Question

Given the following:

class User; attr_accessor :roles; end

module RegisteredUser
  def default_context
    Submission
  end
end

module Admin
  def default_context
    Review
  end
end

current_user = User.new
current_user.roles = ["registered_user", "admin"]
current_user.roles.each do |role|
  role_module = role.gsub(/ /, '_').camelize
  if module_exists?(role_module)
    current_user.extend role_module.constantize
  end
end
context = self.extend current_user.default_context

Is there a way to set the priority of User#default_context? That is, can I say that the Admin#default_context always takes priority over RegisteredUser#default_context regardless of the order in which current_user is extended?

Was it helpful?

Solution

method_added is in Module.

I actually meant included, not extended, but both are also in Module.

The mechanism would revolve around doing something like this:

module Foo
  def self.included(base)
    base.extend(FooMethods)
  end

  module FooMethods
    def bar
      # Whatever
    end
  end
end

Inside Foo.included you can determine, based on arbitrary criteria, whether or not the methods in question should be added to base (the entity including the module).

In your case, you could check to see if a "higher priority" module was already included, or see if the module is the "higher priority" module. Based on that you'd decide whether or not to add the methods.

OTHER TIPS

Since an Admin is also a RegisteredUser, I would do

module Admin
  include RegisteredUser
  ...
end

and then only

current_user.extend Admin

I am not sure if this is the correct way. If Admin and RegisteredUser were classes, it would make sense making Admin inherit from RegisteredUser. In case of modules, dunno.

You cannot; in Ruby the order of module inclusion is the order in which modules are searched (after the current class, before parent classes). The only way to change the 'priority' is to include the modules in the order you want, or to move them to a parent class.

Although not pure Ruby, you can use the Remix library by banisterfiend to change module ordering (or unmixin a module, or...other things).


● TASK ITEM
First find the line with "Image is 868x410 pixels." in the entries below, then set down exactly every line through the line with "Image is 644x311 pixels.", that line included.

(Entries from a dataset of interfaces)
══════

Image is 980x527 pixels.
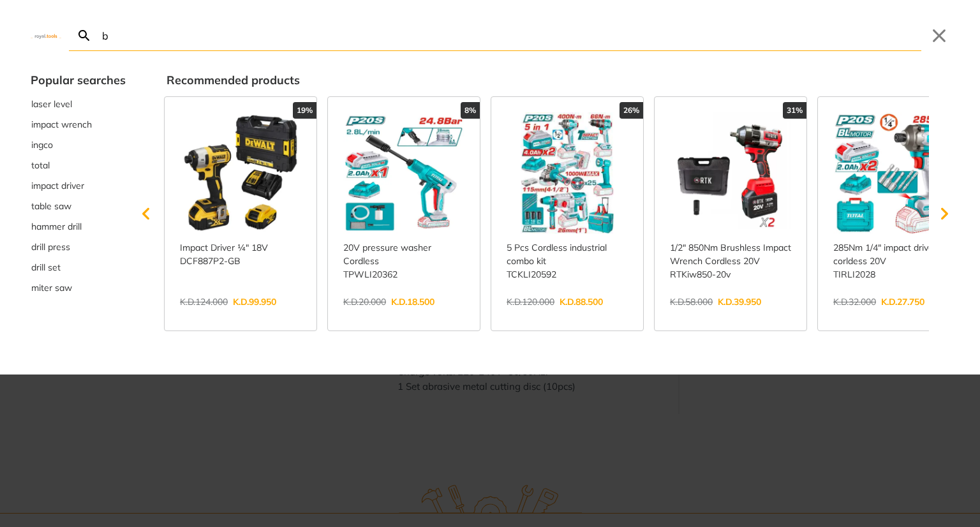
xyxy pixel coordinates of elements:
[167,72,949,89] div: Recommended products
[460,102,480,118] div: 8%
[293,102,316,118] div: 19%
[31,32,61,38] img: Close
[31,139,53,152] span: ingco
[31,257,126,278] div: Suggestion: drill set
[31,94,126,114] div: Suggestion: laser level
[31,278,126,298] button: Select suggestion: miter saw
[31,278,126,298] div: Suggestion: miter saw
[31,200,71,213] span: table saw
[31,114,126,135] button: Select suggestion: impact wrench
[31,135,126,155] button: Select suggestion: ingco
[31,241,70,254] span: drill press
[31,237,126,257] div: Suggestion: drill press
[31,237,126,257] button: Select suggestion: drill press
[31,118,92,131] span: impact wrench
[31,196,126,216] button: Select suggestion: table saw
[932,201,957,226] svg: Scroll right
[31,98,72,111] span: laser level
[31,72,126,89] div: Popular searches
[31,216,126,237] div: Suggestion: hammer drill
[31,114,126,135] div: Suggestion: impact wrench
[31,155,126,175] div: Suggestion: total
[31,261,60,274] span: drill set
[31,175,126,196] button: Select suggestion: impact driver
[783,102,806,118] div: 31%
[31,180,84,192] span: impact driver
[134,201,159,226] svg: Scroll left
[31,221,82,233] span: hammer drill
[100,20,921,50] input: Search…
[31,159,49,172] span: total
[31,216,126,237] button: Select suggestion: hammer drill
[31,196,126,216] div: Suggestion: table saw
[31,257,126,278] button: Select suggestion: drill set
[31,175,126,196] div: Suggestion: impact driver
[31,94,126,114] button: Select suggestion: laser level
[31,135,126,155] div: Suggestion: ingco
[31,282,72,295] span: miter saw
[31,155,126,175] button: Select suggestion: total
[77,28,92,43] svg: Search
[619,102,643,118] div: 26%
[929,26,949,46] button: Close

══════

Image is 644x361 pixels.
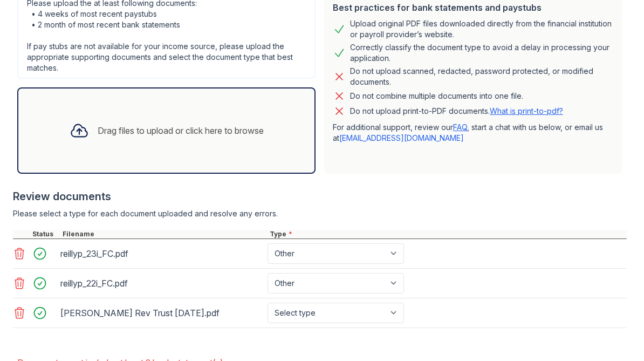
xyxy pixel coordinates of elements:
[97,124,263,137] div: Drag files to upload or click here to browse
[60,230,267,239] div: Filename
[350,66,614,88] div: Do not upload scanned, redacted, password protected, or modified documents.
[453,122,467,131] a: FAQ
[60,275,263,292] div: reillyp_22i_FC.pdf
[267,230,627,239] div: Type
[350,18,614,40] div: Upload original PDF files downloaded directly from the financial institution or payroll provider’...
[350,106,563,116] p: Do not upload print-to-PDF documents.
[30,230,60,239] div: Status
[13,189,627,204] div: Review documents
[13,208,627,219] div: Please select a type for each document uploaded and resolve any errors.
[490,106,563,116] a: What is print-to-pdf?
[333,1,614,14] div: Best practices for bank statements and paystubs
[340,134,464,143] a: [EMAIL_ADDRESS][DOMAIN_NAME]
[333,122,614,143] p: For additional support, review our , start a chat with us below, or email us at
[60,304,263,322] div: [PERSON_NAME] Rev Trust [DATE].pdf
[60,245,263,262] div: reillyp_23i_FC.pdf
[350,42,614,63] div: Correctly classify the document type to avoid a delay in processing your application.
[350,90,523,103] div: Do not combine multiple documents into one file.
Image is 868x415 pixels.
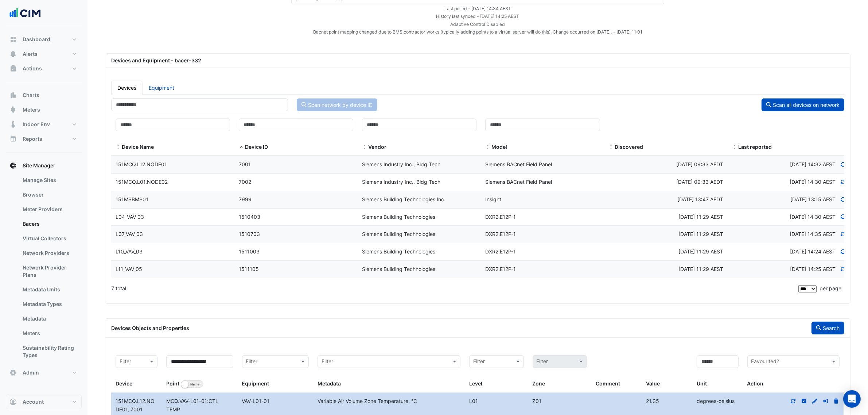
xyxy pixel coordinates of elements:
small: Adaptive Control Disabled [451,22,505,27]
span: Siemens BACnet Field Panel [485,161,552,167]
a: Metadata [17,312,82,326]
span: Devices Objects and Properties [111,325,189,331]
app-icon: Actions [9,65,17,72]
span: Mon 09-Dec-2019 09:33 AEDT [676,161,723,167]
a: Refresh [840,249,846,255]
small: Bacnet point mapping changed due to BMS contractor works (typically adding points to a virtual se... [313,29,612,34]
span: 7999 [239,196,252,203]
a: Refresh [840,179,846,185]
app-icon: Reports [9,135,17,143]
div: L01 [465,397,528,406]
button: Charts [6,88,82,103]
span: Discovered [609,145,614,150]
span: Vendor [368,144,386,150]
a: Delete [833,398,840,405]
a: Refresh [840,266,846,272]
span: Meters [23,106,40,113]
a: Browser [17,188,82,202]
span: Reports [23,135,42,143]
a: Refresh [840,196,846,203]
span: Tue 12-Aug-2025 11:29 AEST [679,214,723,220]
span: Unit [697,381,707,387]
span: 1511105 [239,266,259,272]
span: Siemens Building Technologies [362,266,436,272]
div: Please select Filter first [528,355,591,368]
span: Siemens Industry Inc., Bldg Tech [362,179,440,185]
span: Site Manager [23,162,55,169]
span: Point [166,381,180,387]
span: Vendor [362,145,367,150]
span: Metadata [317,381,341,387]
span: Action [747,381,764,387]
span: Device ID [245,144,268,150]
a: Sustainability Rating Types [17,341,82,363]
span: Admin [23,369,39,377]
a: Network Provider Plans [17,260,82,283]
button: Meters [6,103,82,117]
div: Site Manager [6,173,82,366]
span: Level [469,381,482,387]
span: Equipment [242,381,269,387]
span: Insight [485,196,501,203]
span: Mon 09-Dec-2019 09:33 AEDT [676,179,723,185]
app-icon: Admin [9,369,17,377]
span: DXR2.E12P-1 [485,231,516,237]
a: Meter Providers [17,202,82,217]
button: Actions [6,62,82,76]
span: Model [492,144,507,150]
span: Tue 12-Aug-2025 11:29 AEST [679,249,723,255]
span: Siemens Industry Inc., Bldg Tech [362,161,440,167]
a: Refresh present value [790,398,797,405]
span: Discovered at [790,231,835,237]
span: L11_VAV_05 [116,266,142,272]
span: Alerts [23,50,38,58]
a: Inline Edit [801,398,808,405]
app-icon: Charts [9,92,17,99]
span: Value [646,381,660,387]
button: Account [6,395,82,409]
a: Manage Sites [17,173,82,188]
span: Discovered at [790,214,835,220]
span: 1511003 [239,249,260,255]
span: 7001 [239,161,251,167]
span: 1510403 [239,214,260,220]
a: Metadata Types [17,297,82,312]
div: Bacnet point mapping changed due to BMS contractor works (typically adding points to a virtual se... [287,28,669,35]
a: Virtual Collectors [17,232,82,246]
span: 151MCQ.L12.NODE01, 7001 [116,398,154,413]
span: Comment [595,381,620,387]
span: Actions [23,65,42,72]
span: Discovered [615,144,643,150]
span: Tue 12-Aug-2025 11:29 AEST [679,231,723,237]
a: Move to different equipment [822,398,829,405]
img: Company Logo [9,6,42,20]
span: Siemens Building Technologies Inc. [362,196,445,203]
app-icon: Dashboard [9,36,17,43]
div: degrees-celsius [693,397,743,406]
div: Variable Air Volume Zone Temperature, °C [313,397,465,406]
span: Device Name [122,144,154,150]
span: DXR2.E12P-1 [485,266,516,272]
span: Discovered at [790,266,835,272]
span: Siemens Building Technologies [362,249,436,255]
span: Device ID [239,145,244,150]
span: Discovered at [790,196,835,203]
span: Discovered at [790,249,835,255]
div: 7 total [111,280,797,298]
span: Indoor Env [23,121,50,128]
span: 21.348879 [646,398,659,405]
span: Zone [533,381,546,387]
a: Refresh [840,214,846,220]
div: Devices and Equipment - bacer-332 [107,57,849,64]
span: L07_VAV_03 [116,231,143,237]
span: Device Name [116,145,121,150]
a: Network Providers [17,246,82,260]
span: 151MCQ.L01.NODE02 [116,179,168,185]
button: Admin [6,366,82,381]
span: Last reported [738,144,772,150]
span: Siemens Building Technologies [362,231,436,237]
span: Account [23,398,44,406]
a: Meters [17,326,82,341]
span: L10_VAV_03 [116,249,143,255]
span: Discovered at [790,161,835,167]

══════

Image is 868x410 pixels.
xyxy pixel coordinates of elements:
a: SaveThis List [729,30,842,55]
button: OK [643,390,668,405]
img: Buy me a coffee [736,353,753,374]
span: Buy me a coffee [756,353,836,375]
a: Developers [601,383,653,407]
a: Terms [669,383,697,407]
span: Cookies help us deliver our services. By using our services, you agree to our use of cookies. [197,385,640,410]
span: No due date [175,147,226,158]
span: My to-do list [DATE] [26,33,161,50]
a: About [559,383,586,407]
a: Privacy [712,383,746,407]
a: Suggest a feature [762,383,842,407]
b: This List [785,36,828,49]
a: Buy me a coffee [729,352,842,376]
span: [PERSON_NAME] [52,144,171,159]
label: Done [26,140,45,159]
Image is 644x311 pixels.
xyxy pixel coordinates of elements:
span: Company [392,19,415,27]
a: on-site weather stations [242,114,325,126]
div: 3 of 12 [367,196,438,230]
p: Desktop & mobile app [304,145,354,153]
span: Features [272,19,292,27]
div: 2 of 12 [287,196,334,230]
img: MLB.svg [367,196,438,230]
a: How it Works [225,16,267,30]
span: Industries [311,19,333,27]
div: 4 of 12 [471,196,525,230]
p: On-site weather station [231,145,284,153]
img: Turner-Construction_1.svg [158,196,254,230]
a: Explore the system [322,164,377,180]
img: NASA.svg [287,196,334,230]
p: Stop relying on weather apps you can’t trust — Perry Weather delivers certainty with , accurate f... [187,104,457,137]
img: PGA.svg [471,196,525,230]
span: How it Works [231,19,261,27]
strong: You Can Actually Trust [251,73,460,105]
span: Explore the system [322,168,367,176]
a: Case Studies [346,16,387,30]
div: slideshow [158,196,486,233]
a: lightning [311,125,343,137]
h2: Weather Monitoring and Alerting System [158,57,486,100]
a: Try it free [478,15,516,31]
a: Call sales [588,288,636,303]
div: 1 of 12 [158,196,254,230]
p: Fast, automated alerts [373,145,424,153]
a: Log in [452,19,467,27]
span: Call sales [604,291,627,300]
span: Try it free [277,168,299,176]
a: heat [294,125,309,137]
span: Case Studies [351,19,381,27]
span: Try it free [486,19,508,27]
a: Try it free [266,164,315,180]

══════

● SOLUTION TO THIS TASK
Image is 868x410 pixels.
xyxy pixel coordinates of elements:
a: SaveThis List [729,30,842,55]
button: OK [643,390,668,405]
img: Buy me a coffee [736,353,753,374]
span: Buy me a coffee [756,353,836,375]
a: Developers [601,383,653,407]
a: Terms [669,383,697,407]
span: Cookies help us deliver our services. By using our services, you agree to our use of cookies. [197,385,640,410]
span: No due date [175,147,226,158]
span: My to-do list [DATE] [26,33,161,50]
a: About [559,383,586,407]
a: Privacy [712,383,746,407]
a: Suggest a feature [762,383,842,407]
b: This List [785,36,828,49]
a: Buy me a coffee [729,352,842,376]
span: [PERSON_NAME] [52,144,171,159]
label: Done [26,140,45,159]
Image is 644x311 pixels.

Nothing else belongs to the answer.